What Does Archbishop Beach’s Election Mean for ACNA?

Newly elected Archbishop Beach. ACNA photograph.
Newly elected Archbishop Beach. ACNA photograph.

What does the election of Bishop Foley Beach mean for ACNA? I have a few guesses and thoughts, all of which may look foolish when his term expires in 2024, but which I am recording nonetheless.

1. The first-generation era of the Realignment is over. Leaders such as Bishop Minns, Chuck Murphy, John Guernsey and Archbishop Duncan will no longer lead ACNA or the sub-jurisdictions. This is a good thing. While they achieved a great deal, it is time for a new wave of leaders with ACNA. I date the beginning of the realignment from the First Promise / AMiA consecrations and the end (or the end of the beginning) to the collapse of AMiA, the election of Bishop Dobbs in CANA and now Bishop Beach for ACNA.

2. Picking Bishop Beach should unite the tribes, at least to a degree. Bishop Beach appears to be a middle of the road, generic evangelical, and that’s just fine. He is against the ordination of women to the ministry, which satisfies both Reformed Anglicans and Anglo Catholics. He preaches a very Biblical salvation message, which should satisfy all of us, but particularly those who may have supported a Guernsey candidacy. His election should put at ease those who may have wondered what direction ACNA was heading had Bishop Guernsey won.

3. There will be a continued growth narrative for ACNA because the Diocese of South Carolina will join up once the dust settles. If this happens, ACNA’s numbers will jump quite a bit, although they are starting from a small base. We have to realize that in the world of Southern Baptists, the Assembly of God, and many other denominations, ACNA is a small fish in a big pond. Even the PCA had 335,000 members as of 14 years ago. So Anglican 1000 is good and necessary, but the ACNA growth story is a bit illusory right now.

4. His election makes the end of affinity dioceses more likely. Unless there are obvious theological reasons, there is really no reason for CANA and PEAR USA to continue to exist. The feeling I had listening to Bishop Dobbs preach at PEAR USA’s “Moving Forward Together” Assembly in 2012 was that things were still so muddled and ACNA’s theology so unclear, that we should maintain these African-run organizations. I don’t think that is the case anymore, and that is due to Archbishop-elect Beach. The centrist, big-tent version of ACNA is being cemented into place with the possible ten-year term of Archbishop Beach. We don’t need PEAR USA and CANA as lifeboats. I think we will see PEAR USA wrap up operation in his first five years and I hope CANA does the same.

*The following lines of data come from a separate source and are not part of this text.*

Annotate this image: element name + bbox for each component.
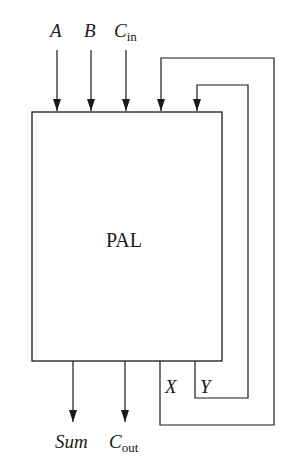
output-label-cout: Cout <box>109 432 138 451</box>
diagram-lines <box>0 0 292 469</box>
input-label-cin: Cin <box>114 21 137 40</box>
feedback-x-line <box>160 58 274 425</box>
output-label-sum: Sum <box>55 432 88 451</box>
input-label-b: B <box>84 21 96 40</box>
feedback-label-x: X <box>165 377 177 396</box>
input-label-a: A <box>50 21 62 40</box>
pal-label: PAL <box>106 230 142 250</box>
feedback-label-y: Y <box>200 377 211 396</box>
pal-adder-diagram: A B Cin PAL X Y Sum Cout <box>0 0 292 469</box>
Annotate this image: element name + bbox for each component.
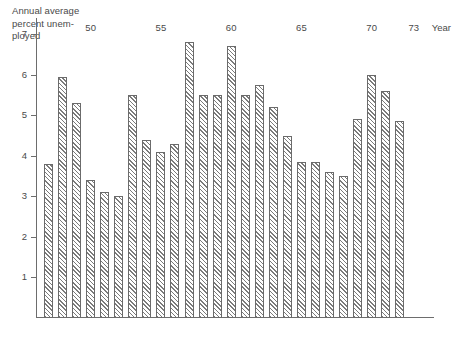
x-tick-label-60: 60 [226, 22, 237, 33]
bar-1969 [353, 119, 362, 318]
bar-1956 [170, 144, 179, 318]
bar-1955 [156, 152, 165, 318]
y-tick-label: 1 [22, 270, 27, 283]
bar-1971 [381, 91, 390, 318]
y-tick-2: 2 [31, 237, 37, 238]
bar-1961 [241, 95, 250, 318]
x-tick-label-73: 73 [409, 22, 420, 33]
bar-1953 [128, 95, 137, 318]
y-tick-6: 6 [31, 75, 37, 76]
bar-1970 [367, 75, 376, 318]
x-tick-label-50: 50 [85, 22, 96, 33]
bar-1948 [58, 77, 67, 318]
y-axis-line [36, 18, 37, 318]
bar-1951 [100, 192, 109, 318]
bar-1950 [86, 180, 95, 318]
x-tick-label-55: 55 [156, 22, 167, 33]
bar-1954 [142, 140, 151, 318]
bar-1958 [199, 95, 208, 318]
y-tick-label: 6 [22, 68, 27, 81]
bar-1968 [339, 176, 348, 318]
x-axis-title: Year [432, 22, 451, 33]
y-tick-label: 2 [22, 230, 27, 243]
y-tick-label: 5 [22, 108, 27, 121]
y-tick-5: 5 [31, 115, 37, 116]
y-tick-label: 4 [22, 149, 27, 162]
plot-area: 1234567 505560657073 Year [36, 18, 454, 318]
x-tick-label-70: 70 [366, 22, 377, 33]
bar-1965 [297, 162, 306, 318]
y-tick-3: 3 [31, 196, 37, 197]
bar-1962 [255, 85, 264, 318]
bar-1960 [227, 46, 236, 318]
y-tick-label: 7 [22, 27, 27, 40]
y-tick-label: 3 [22, 189, 27, 202]
bar-1963 [269, 107, 278, 318]
y-tick-4: 4 [31, 156, 37, 157]
x-tick-label-65: 65 [296, 22, 307, 33]
bar-1966 [311, 162, 320, 318]
bar-1952 [114, 196, 123, 318]
bar-1947 [44, 164, 53, 318]
bar-1972 [395, 121, 404, 318]
y-tick-7: 7 [31, 34, 37, 35]
bar-1959 [213, 95, 222, 318]
bar-1949 [72, 103, 81, 318]
y-tick-1: 1 [31, 277, 37, 278]
unemployment-bar-chart: Annual average percent unem- ployed 1234… [0, 0, 467, 349]
bar-1967 [325, 172, 334, 318]
bar-1957 [185, 42, 194, 318]
bar-1964 [283, 136, 292, 318]
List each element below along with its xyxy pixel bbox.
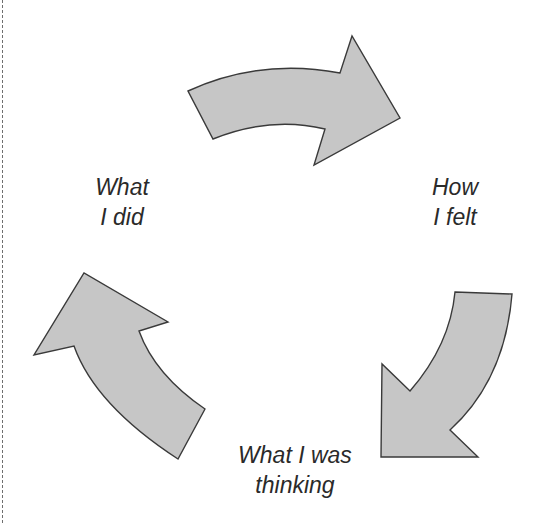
node-label-line: I felt <box>405 202 505 232</box>
node-label-line: How <box>405 172 505 202</box>
node-label-line: thinking <box>200 470 390 500</box>
arrow-thinking-to-did <box>34 273 205 459</box>
arrow-felt-to-thinking <box>381 292 512 457</box>
node-label-what-i-did: What I did <box>72 172 172 232</box>
node-label-line: What <box>72 172 172 202</box>
node-label-how-i-felt: How I felt <box>405 172 505 232</box>
node-label-line: What I was <box>200 440 390 470</box>
arrow-did-to-felt <box>188 36 400 165</box>
node-label-what-i-was-thinking: What I was thinking <box>200 440 390 500</box>
node-label-line: I did <box>72 202 172 232</box>
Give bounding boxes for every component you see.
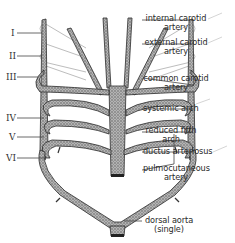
arch-numeral-2: II (9, 51, 16, 61)
arch-numeral-3: III (6, 72, 17, 82)
arch-numeral-6: VI (6, 153, 16, 163)
label-pulmocutaneous-artery: pulmocutaneous artery (143, 164, 209, 182)
label-systemic-arch: systemic arch (143, 104, 199, 113)
arch-numeral-1: I (11, 28, 15, 38)
arch-numeral-4: IV (6, 113, 16, 123)
label-external-carotid: external carotid artery (143, 38, 209, 56)
label-dorsal-aorta: dorsal aorta (single) (143, 216, 195, 234)
arch-numeral-5: V (9, 132, 16, 142)
label-reduced-fifth-arch: reduced fifth arch (143, 126, 199, 144)
label-ductus-arteriosus: ductus arteriosus (143, 147, 213, 156)
label-common-carotid: common carotid artery (143, 74, 209, 92)
label-internal-carotid: internal carotid artery (143, 14, 209, 32)
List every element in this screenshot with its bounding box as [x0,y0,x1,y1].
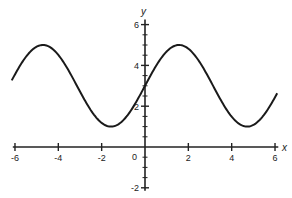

5. Along the same lines, with the completion of a Prayer Book on the horizon, and the Catechism in place, what ACNA stands for in broad terms is now apparent. I will write more about this at another time, but my point is that the identity of ACNA is now stabilizing, and is not totally up for grabs in the way it might have been had we seen a strong Anglo-Catholic elected, or another pro-WO bishop. There should be progress on WO under Archbishop Beach, but I don’t think it will be totally rolled back.

6. Archbishop Beach gets social media, at least to an extent not seen to date by other leading bishops. He has a blog, he has a Twitter account, he is not allergic to the year 2014. Hopefully this means that the disturbing tendency of some in ACNA to want to rein in speech on the internet or try to control the message will fade out.

7. GAFCON will continue, but what does it really mean? I don’t see much evidence that GAFCON enforces the Jerusalem Declaration or the Nairobi Communique. There seems to be no GAFCON disciplinary apparatus at all, which means that it is just another voluntary grouping, which will work as long as the member churches want it to, and no longer. Without launching an exhaustive survey, I believe that the Jerusalem Declaration (JD) was a good deal more Reformed in outlook than what ACNA looks to be. ACNA wrote the JD into its founding documents, but is there any enforcement mechanism of these standards at all?

I expect Archbishop Beach to continue with GAFCON and praise it, but I don’t know what that means practically for ACNA. I hope he educates himself on the problems inherent with member nations like Uganda and Rwanda, where churches are tightly aligned with dictators (see Ephraim Radner’s recent First Things article). I hope he lives up to what the Nairobi Communique said about violence against people, not just in the case of Western abortion, but also with nations like Rwanda, where our State Department is more prophetic than PEAR USA has ever been about disappearing citizens and support for rebellions in neighboring nations. This Church-State alliance threatens to make GAFCON a body that cares about some ethical standards while completely ignoring other, possibly weightier matters. Realistically, I don’t think Bishop Beach will say much about this, but I hope so.

Finally, while there are challenges ahead of him, I don’t think they are as great as those faced by Archbishop Duncan. I think things are settling down and the version of ACNA that exists in 2019 or 2024 will be far more stable than it is even today.